China’s offer of clean energy to Indonesia became harder to refuse


China’s ambassador to ASEAN recently suggested that the current global energy shock caused by the war in the Middle East should be seen not only as a crisis, but as an opportunity to deepen cooperation on the transition to clean energy.

This framework may sound diplomatic. In reality, it is strategic – and increasingly difficult to counter. The rift in the Strait of Hormuz has once again revealed a fundamental truth about the global economy: it operates on a fragile foundation.

Approximately 20% of the world’s oil transported by sea passes through this narrow corridor, most of it destined for Asia. When conflict chokes the artery, the consequences are immediately felt in supply shocks, price spikes and political instability that ripples far beyond the Middle East.

Across Asia, governments are melee to save fuel, stabilize prices and protect their economies from cascading effects. Some, like the Philippines, have already declared energy emergencies. Others, including Indonesia, have so far maintained stability – but only within a system that remains deeply exposed to external shocks.

The crisis is fundamentally structural. Asia’s economic growth has been powered by imported fossil fuels, much of it flowing through vulnerable marine chokepoints.

This dependence is now colliding with geopolitical reality. As a final analysis pointed outthe region’s reliance on imported energy is no longer just an economic risk, but a strategic liability that threatens long-term stability.

In this context, China’s position stands out. Beijing is hardly immune to the crisis. She still highly supported for Middle Eastern oil, with roughly half of its crude imports tied to the region.

But years of preparation — from building large strategic reserves to investing aggressively in renewable energy — have given it a degree of resilience that many of its neighbors lack. Even as global markets falter, China is better buffered against prolonged disruption than most major economies.

More importantly, China has spent the last decade reshaping its energy system. Renewable energy now accounts for more than half of its electricity capacity, reflecting a deliberate shift towards electrification and indigenous energy sources. That transition, once framed primarily as a climate policy, is now emerging as a geopolitical strategy.

The less dependent a country is on oil shipments through contested waters, the more secure it becomes. This is where Indonesia enters history.

Indonesia is not yet in crisis. Officials say fuel supplies remain stable, even as pressures increase. But like much of Southeast Asia, the country remains wedded to a fossil-fuel-heavy system that leaves it vulnerable to the kind of disruption now unfolding.

The fact that stability has held – for now – should not obscure how quickly it could unravel. At the same time, Indonesia has one of the most compelling untapped advantages in the region: renewable potential. Solar, hydropower and geothermal resources are abundant. What has been lacking is not capacity, but commitment.

Thus, China’s overture comes at a key moment. Beijing has made her will clear to work with Southeast Asia on the energy transition – from renewable generation to grid development and, most importantly, energy storage, which remains one of the central challenges of clean energy systems.

These are exactly the technologies needed to turn intermittent renewables into sustainable energy on an industrial scale. For Indonesia, a partnership with China offers a way to move faster and at a lower cost.

Chinese firms dominate global supply chains for solar panels and batteries, and they bring financing and technical expertise. At a time when energy prices are rising and fiscal space is tightening, this combination is hard to ignore.

However, opportunity comes with complexity. Deeper integration with China’s energy ecosystem raises questions about dependency and strategic balance. Infrastructure, once built, shapes relationships for decades.

For Indonesia, the challenge is not simply to accept investment, but to shape it – ensuring that cooperation strengthens domestic capacity rather than replacing it.

This balance is achievable. It requires clear policy, diverse partnerships and a focus on long-term sustainability rather than short-term relief. The alternative – clinging to fossil fuel dependence and hoping for stability in remote regions – is far more dangerous.

The Strait of Hormuz crisis must be understood as more than a temporary disruption. It’s a preview of a future in which energy security and geopolitics are increasingly intertwined, and where reliance on imported fuels brings rising costs.

China is already beginning to adapt to that future, driven by both necessity and ambition. Indonesia now faces a similar choice, under far less forgiving circumstances. The ambassador’s argument, stripped of its diplomatic language, is simple: crises can accelerate change. For China and Indonesia, it can and should.

Muhammad Zulfikar Rakhmat is director of the China-Indonesia Desk at the Jakarta-based Center for Economic and Legal Studies (CELIOS) independent research institute.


**Problem requirements**
Scan the listing below for the word "pixels" and state how many lines hold it. Write nothing but the number.

**Record excerpts**

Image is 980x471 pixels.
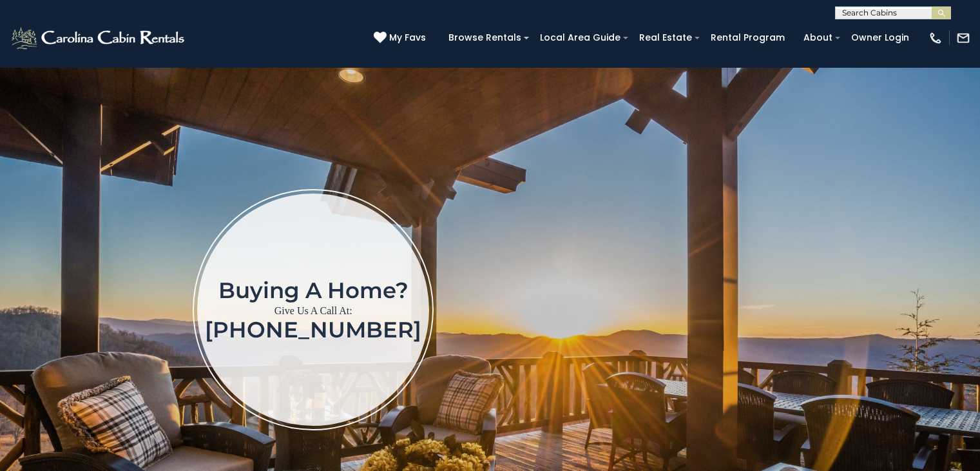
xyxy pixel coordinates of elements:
a: Browse Rentals [442,28,528,48]
img: White-1-2.png [10,25,188,51]
span: My Favs [389,31,426,45]
h1: Buying a home? [205,279,421,302]
a: Rental Program [704,28,792,48]
img: phone-regular-white.png [929,31,943,45]
a: Owner Login [845,28,916,48]
a: Real Estate [633,28,698,48]
a: About [797,28,839,48]
p: Give Us A Call At: [205,302,421,320]
a: Local Area Guide [534,28,627,48]
a: [PHONE_NUMBER] [205,316,421,343]
a: My Favs [373,31,429,45]
img: mail-regular-white.png [956,31,970,45]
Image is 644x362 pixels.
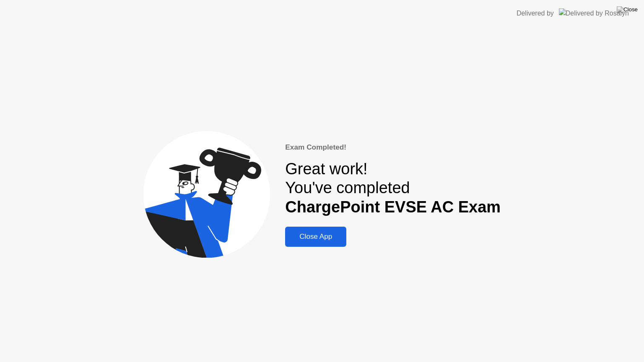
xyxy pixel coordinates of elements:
[285,199,501,216] b: ChargePoint EVSE AC Exam
[516,8,554,18] div: Delivered by
[285,142,501,153] div: Exam Completed!
[288,233,344,241] div: Close App
[617,6,638,13] img: Close
[285,227,347,247] button: Close App
[559,8,629,18] img: Delivered by Rosalyn
[285,160,501,217] div: Great work! You've completed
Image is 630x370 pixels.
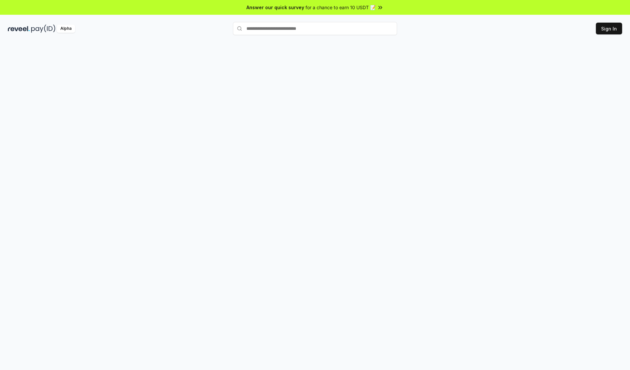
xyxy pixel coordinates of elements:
span: for a chance to earn 10 USDT 📝 [305,4,376,11]
img: reveel_dark [8,25,30,33]
button: Sign In [596,23,622,34]
img: pay_id [31,25,55,33]
span: Answer our quick survey [246,4,304,11]
div: Alpha [57,25,75,33]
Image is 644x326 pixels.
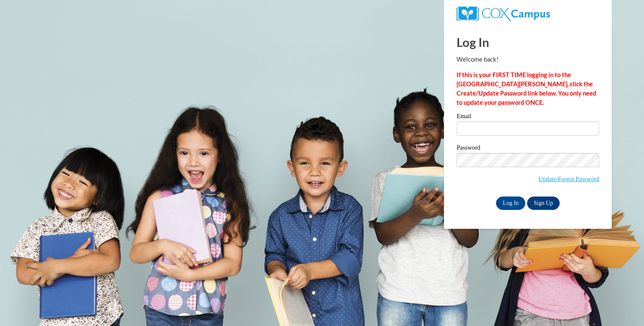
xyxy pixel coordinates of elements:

**Exercise output**
4